School leavers survey to help development agencies plan for the future
08 July 2003

Thousands of people from across the Western Isles who have left school in the last ten years are to be contacted in a major survey to find out what they did next.

Questionnaires will be going out to the last known addresses of the former pupils, taken from Careers Scotland records, and the survey organisers are hoping for help from their families and the public in general to make sure as many of them as possible reach the people intended.
 
The aim of the survey is to gather information about the career, work and training choices which people have made so that public agencies can develop improvements in the opportunities for people to live and work on the Western Isles.
 
The survey asks a range of questions about what education and training people have undergone after school and where they chose to go to do this.  It also looks at the reasons why people made their various choices and, for those now living off the Islands, it asks for the reasons they ended up living away and what would entice them to come back.

Those living away are also offered the chance to receive a regular e-mail newsletter giving details of social and economic developments on the Islands.

The survey is taking place over the next two months and has been commissioned by Western Isles Enterprise (WIE). The project, covering the years1993-2003, is being organised by a local trainee careers advisor Jane Smith, from Upper Shader, Barvas. She has a range of experience as a youth worker and training in career guidance, health promotion and sociology. WIE's skills development team in collaboration with Careers Scotland is managing the project.
 
This School Leavers Destinations survey will build on work undertaken by the Western Isles Education Business Partnership in the early 1990's.  In 1992 - in a project funded by WIE - the Education Business Partnership sent out a survey to school leavers on the Western Isles from four chosen years in the previous 13.  Around 1360 responses were received to almost 3,400 requests for information and showed around 53 per cent of those responding from off the Islands would like to return if the right opportunities arose. The percentage was higher for younger age groups.
 
In a development from this, the following year a database of around 900 people interested in jobs on the Islands was compiled to enable them to be put in contact with local employers.
 
The new survey also follows concern about the decline in population on the Islands, which is part of a pattern common to much of rural Europe, but has raised concerns about the maintenance of healthcare, education and other services and the long-term economic viability of the Islands.

The findings of the new survey will be widely publicised and used to develop an action plan for the Islands which ensures that trends and issues are correctly identified.
 
Donnie Macaulay, chief executive of WIE, said: "The information will be of immense value to local development agencies in forward planning for development activity.
 
"In years to come, attracting more people to the Western Isles will have a positive impact on future inward investment, business start-ups, and company survival rates."
 
Mr. Macaulay said it was very important that as many former school-leavers as possible responded to the survey over the next few weeks.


WORK INSTRUCTION =
Among the lines of the material below, how many carry the word "tick"? Only the number is wanted.
◇ ◇ ◇ ◇
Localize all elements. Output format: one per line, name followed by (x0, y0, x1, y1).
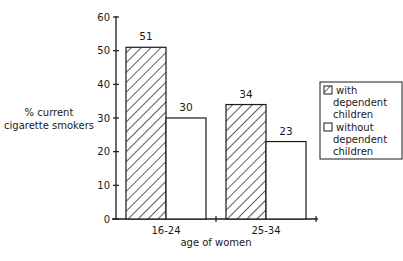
legend-swatch-hatched (324, 86, 332, 94)
y-axis-title: % currentcigarette smokers (4, 107, 94, 131)
y-tick-label: 50 (97, 45, 110, 56)
y-tick-label: 40 (97, 79, 110, 90)
y-tick-label: 30 (97, 113, 110, 124)
bars: 51303423 (126, 30, 306, 219)
data-label: 51 (139, 30, 152, 42)
bar-with-children (126, 47, 166, 219)
y-tick-label: 20 (97, 146, 110, 157)
chart-canvas: 0102030405060 16-2425-34 51303423 % curr… (0, 0, 403, 261)
bar-without-children (166, 118, 206, 219)
data-label: 30 (179, 101, 192, 113)
legend: withdependentchildrenwithoutdependentchi… (320, 82, 402, 159)
y-tick-label: 60 (97, 12, 110, 23)
x-axis-title: age of women (180, 237, 251, 248)
bar-without-children (266, 142, 306, 219)
legend-label: dependent (333, 134, 387, 145)
data-label: 34 (239, 88, 253, 100)
legend-label: children (333, 146, 373, 157)
legend-swatch-plain (324, 123, 332, 131)
x-tick-label: 25-34 (251, 225, 280, 236)
data-label: 23 (279, 125, 292, 137)
y-tick-label: 10 (97, 180, 110, 191)
y-axis: 0102030405060 (97, 12, 119, 225)
legend-label: dependent (333, 97, 387, 108)
legend-label: children (333, 109, 373, 120)
x-tick-label: 16-24 (151, 225, 180, 236)
y-tick-label: 0 (104, 214, 110, 225)
legend-label: without (336, 122, 374, 133)
bar-with-children (226, 105, 266, 219)
legend-label: with (336, 85, 357, 96)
◇ ◇ ◇ ◇
TASK SOLUTION =
9